Mario Stefani: “Victorious We Will Come Out”

Photographers Unknown, Victorious We Will Come Out

Vittoriosi usciremo
Non farmi ricordare i giorni che sono passati
se tu ancora tornerai a me come una volta
vittoriosi usciremo da questa lunga lotta con il tempo
ci attend forse maggiore felicità del passato
(la forza degli occhi il riconoscere in noi
che vivi siamo del nostro amore).

Victorious we will come out
Don’t make me remember the days that have passed
if you will come back to me as it once was
victorious we will get out of this long struggle with time
perhaps greater happiness than in the past awaits us
(the strength of the eyes, the recognition in us
that we live, we are of our love).

Mario Stefani, Vittoriosi Usciremo, Il Male di Vivere, 1968

Born in August of 1938 in Venice, Mario Stefani was an Italian poet and journalist. He graduated with a Master of Arts degree in Literature; his thesis examined the letters of sixteenth-century author and playwright Pietro Aretino, an influential figure in Venice’s art and politics. Stefani worked on Professor Neuro Bonifazi’s literary research team at the University of Urbino. He began a career as a journalist employed by the Venice newspaper “Il Gazzettino” and, later. became a contributor to the “Literary Political Observer”, “Arena”, and “Resto del Carlino”.
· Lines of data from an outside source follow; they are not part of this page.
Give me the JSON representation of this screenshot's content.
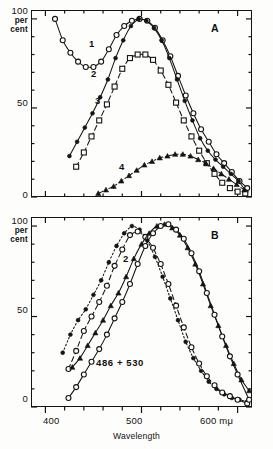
{
  "figure": {
    "width": 273,
    "height": 449,
    "background": "#fdfdfc",
    "ink": "#141414"
  },
  "axis": {
    "x_title": "Wavelength",
    "x_unit": "mμ",
    "x_ticks_major": [
      400,
      500,
      600
    ],
    "x_tick_labels": [
      "400",
      "500",
      "600 mμ"
    ],
    "x_minor_step": 20,
    "x_range": [
      385,
      615
    ],
    "y_ticks_major": [
      0,
      50,
      100
    ],
    "y_tick_labels": [
      "0",
      "50",
      "100"
    ],
    "y_unit_line1": "per",
    "y_unit_line2": "cent",
    "y_minor_step": 10,
    "y_range": [
      0,
      105
    ]
  },
  "panels": [
    {
      "id": "A",
      "label": "A"
    },
    {
      "id": "B",
      "label": "B",
      "annotation": "486 + 530"
    }
  ],
  "curve_labels_a": [
    "1",
    "2",
    "3",
    "4"
  ],
  "curve_labels_b": [
    "2"
  ],
  "chart_data": {
    "type": "line",
    "title": "",
    "xlabel": "Wavelength",
    "ylabel": "per cent",
    "xlim": [
      385,
      615
    ],
    "ylim": [
      0,
      105
    ],
    "grid": false,
    "legend": "none",
    "panels": [
      {
        "id": "A",
        "label": "A",
        "series": [
          {
            "name": "1",
            "marker": "open-circle",
            "line": "solid",
            "x": [
              410,
              418,
              426,
              434,
              442,
              450,
              458,
              466,
              474,
              482,
              490,
              498,
              506,
              514,
              522,
              530,
              538,
              546,
              554,
              562,
              570,
              578,
              586,
              594,
              602,
              610
            ],
            "y": [
              100,
              88,
              81,
              76,
              73,
              73,
              76,
              83,
              91,
              96,
              99,
              100,
              99,
              95,
              88,
              79,
              68,
              57,
              47,
              38,
              31,
              24,
              19,
              14,
              9,
              5
            ]
          },
          {
            "name": "2",
            "marker": "filled-circle",
            "line": "solid",
            "x": [
              425,
              433,
              441,
              449,
              457,
              465,
              473,
              481,
              489,
              497,
              505,
              513,
              521,
              529,
              537,
              545,
              553,
              561,
              569,
              577,
              585,
              593,
              601,
              609
            ],
            "y": [
              23,
              31,
              39,
              47,
              56,
              66,
              78,
              88,
              96,
              100,
              99,
              95,
              88,
              78,
              66,
              54,
              43,
              33,
              26,
              21,
              17,
              13,
              9,
              3
            ]
          },
          {
            "name": "3",
            "marker": "open-square",
            "line": "dashed",
            "x": [
              432,
              440,
              448,
              456,
              464,
              472,
              480,
              488,
              496,
              504,
              512,
              520,
              528,
              536,
              544,
              552,
              560,
              568,
              576,
              584,
              592,
              600,
              608
            ],
            "y": [
              17,
              25,
              34,
              43,
              52,
              62,
              72,
              78,
              80,
              80,
              77,
              71,
              63,
              53,
              43,
              34,
              26,
              19,
              13,
              8,
              5,
              3,
              2
            ]
          },
          {
            "name": "4",
            "marker": "filled-triangle",
            "line": "dash-dot",
            "x": [
              455,
              463,
              471,
              479,
              487,
              495,
              503,
              511,
              519,
              527,
              535,
              543,
              551,
              559,
              567,
              575,
              583,
              591,
              599,
              607
            ],
            "y": [
              2,
              4,
              6,
              9,
              12,
              15,
              18,
              20,
              22,
              23,
              24,
              24,
              23,
              21,
              19,
              16,
              13,
              10,
              7,
              4
            ]
          }
        ]
      },
      {
        "id": "B",
        "label": "B",
        "annotation": "486 + 530",
        "series": [
          {
            "name": "486-filled",
            "marker": "filled-circle",
            "line": "dotted",
            "x": [
              418,
              426,
              434,
              442,
              450,
              458,
              466,
              474,
              482,
              490,
              498,
              506,
              514,
              522,
              530,
              538,
              546,
              554,
              562,
              570,
              578,
              586,
              594,
              602,
              610
            ],
            "y": [
              30,
              40,
              48,
              54,
              62,
              70,
              80,
              89,
              96,
              100,
              98,
              92,
              83,
              72,
              60,
              48,
              36,
              27,
              20,
              14,
              10,
              7,
              5,
              4,
              3
            ]
          },
          {
            "name": "486-open",
            "marker": "open-circle",
            "line": "dashed",
            "x": [
              424,
              432,
              440,
              448,
              456,
              464,
              472,
              480,
              488,
              496,
              504,
              512,
              520,
              528,
              536,
              544,
              552,
              560,
              568,
              576,
              584,
              592,
              600,
              610
            ],
            "y": [
              21,
              31,
              42,
              50,
              58,
              67,
              78,
              87,
              95,
              97,
              94,
              88,
              79,
              68,
              56,
              44,
              33,
              24,
              17,
              12,
              8,
              6,
              4,
              2
            ]
          },
          {
            "name": "530-filled",
            "marker": "filled-triangle",
            "line": "solid",
            "x": [
              428,
              436,
              444,
              452,
              460,
              468,
              476,
              484,
              492,
              500,
              508,
              516,
              524,
              532,
              540,
              548,
              556,
              564,
              572,
              580,
              588,
              596,
              604,
              612
            ],
            "y": [
              22,
              27,
              34,
              41,
              48,
              56,
              63,
              72,
              82,
              90,
              96,
              100,
              101,
              99,
              95,
              88,
              79,
              68,
              56,
              45,
              34,
              24,
              15,
              9
            ]
          },
          {
            "name": "530-open",
            "marker": "open-circle",
            "line": "solid",
            "x": [
              424,
              432,
              440,
              448,
              456,
              464,
              472,
              480,
              488,
              496,
              504,
              512,
              520,
              528,
              536,
              544,
              552,
              560,
              568,
              576,
              584,
              592,
              600,
              612
            ],
            "y": [
              5,
              11,
              18,
              25,
              32,
              40,
              49,
              58,
              68,
              79,
              89,
              96,
              100,
              101,
              98,
              93,
              85,
              75,
              63,
              51,
              39,
              28,
              18,
              4
            ]
          }
        ]
      }
    ]
  }
}
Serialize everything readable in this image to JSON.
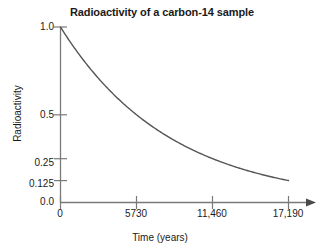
{
  "chart_data": {
    "type": "line",
    "title": "Radioactivity of a carbon-14 sample",
    "xlabel": "Time (years)",
    "ylabel": "Radioactivity",
    "xlim": [
      0,
      19000
    ],
    "ylim": [
      0,
      1.0
    ],
    "grid": false,
    "legend": "none",
    "x_ticks": [
      {
        "value": 0,
        "label": "0"
      },
      {
        "value": 5730,
        "label": "5730"
      },
      {
        "value": 11460,
        "label": "11,460"
      },
      {
        "value": 17190,
        "label": "17,190"
      }
    ],
    "y_ticks": [
      {
        "value": 1.0,
        "label": "1.0"
      },
      {
        "value": 0.5,
        "label": "0.5"
      },
      {
        "value": 0.25,
        "label": "0.25"
      },
      {
        "value": 0.125,
        "label": "0.125"
      },
      {
        "value": 0.0,
        "label": "0.0"
      }
    ],
    "series": [
      {
        "name": "carbon-14 decay",
        "half_life_years": 5730,
        "color": "#555555",
        "x": [
          0,
          1000,
          2000,
          3000,
          4000,
          5000,
          5730,
          7000,
          8000,
          9000,
          10000,
          11460,
          13000,
          14000,
          15000,
          16000,
          17190
        ],
        "y": [
          1.0,
          0.886,
          0.785,
          0.696,
          0.617,
          0.546,
          0.5,
          0.427,
          0.378,
          0.335,
          0.297,
          0.25,
          0.21,
          0.186,
          0.165,
          0.146,
          0.125
        ]
      }
    ],
    "annotations": []
  },
  "figure": {
    "background_color": "#ffffff",
    "axis_color": "#7a7a7a",
    "curve_color": "#555555",
    "text_color": "#1a1a1a",
    "has_x_arrow": true,
    "has_y_arrow": false
  }
}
Mario Stefani’s poetry is mostly written in Italian. Stefani’s deceptively simple poems are characterized by a clarity of expression that bring forth his own experiences, often imbued with nostalgia. His two collections of Venetian-dialect poetry, written in the late 1960s, were composed of that era’s simple Venetian style without any linguistic experimentation. Prefaces to Stefani’s collections were written by such notables as novelist and essayist Aldo Palazzeschi, biologist and novelist Giuseppe Longo, and poets Giovanni Raboni and Andrea Zanzotto.

 In 1960, Mario Stefani published his first collection of poetry “Desiderio della Vita (Desire for Life)”. In the course of his career, over twenty volumes of Stefani’s poetry were published. Included among these collections are the 1961 “Giorno Dopo Giorno (Day After Day)”, the 1968 “Come el Vento ne la Laguna (Like the Wind in the Lagoon)”, and “Il Male di Vivere (The Evil of Living)” published in 1968. Stefani’s “Elegie Veneziane (Venetian Elegies)”, published in 1971, won the first prize Bergamo Award for poetry.

Other notable poetry collections by Stefani include the 1974 “Poesie per un Ragazzo (Poems to a Boy)’, “In Debito con la Vita (In Debt to Life)” published in 1984, and “ Una Quieta Disperazione (A Quiet Despair)”, published posthumously in 2001. In 1981, Stefani’s “Nessun Altro Dio (No Other Gods)”, a collection of fifty-five poems, was translated into English by Anthony Reid, a translator and personal friend of Stefani, and published with annotations by illustrator Martin Pitts.

In addition to his poetry, Mario Stefani also published several short stories: the 1986 “At the Table with Margherita”, “Excellent Cakes and Vicious Virtues” in 1987, and the 1988 “Metamorphosis of a Dog and Other Tales”. In addition to the Bergamo Prize, Stefani was awarded the Prize of the Presidency of the Council of Ministers, and prizes at festivals in Milan, Gabicce, and Abano. American writer John Berendt devoted a chapter on the life of Mario Stefani, entitled “The Man Who Loved Others”, in his 2005 non-fiction book of Venice’s interesting inhabitants, “The City of Falling Angels”. In 2013, literary scholar Flavio Cogo published “Mario Stefani and Venice: Chronicles of a Great Love”, which examines Stefani’s love for Venice through his writings and his political and cultural engagements.

Mario Stefani became an openly gay in the 1970s. He worked for a period as an high school teacher of literature and was an active member of Italy’s Radical Party for decades. Stefani also hosted a popular unscripted television show. His poems were included in school text books and set to music in 1973 by composer Roberto Micconi for a performance at the Benedetto Marcello Conservatory of Music in Venice.

In the middle of February of 2001, graffiti featuring the quote “Loneliness is not being alone; it’s loving others to no avail. Mario Stefani” appeared on a wall by Venice’s Rialto Bridge. Three weeks later on the fourth of March, Mario Stefani committed suicide by hanging himself in his kitchen. His estate, valued at one million dollars, was per his request given to the local fruit vendor whose young daughter had inspired Stefani’s work.

In 2002, Stefani created an archive of his work which consists of sixty-eight hundred volumes from his personal library, articles related to his cultural work and twenty-six artworks including paintings and graphics. This archive is housed in the museum collection of the Fondazione Querini Stampalia, a cultural institution in Castello, Venice.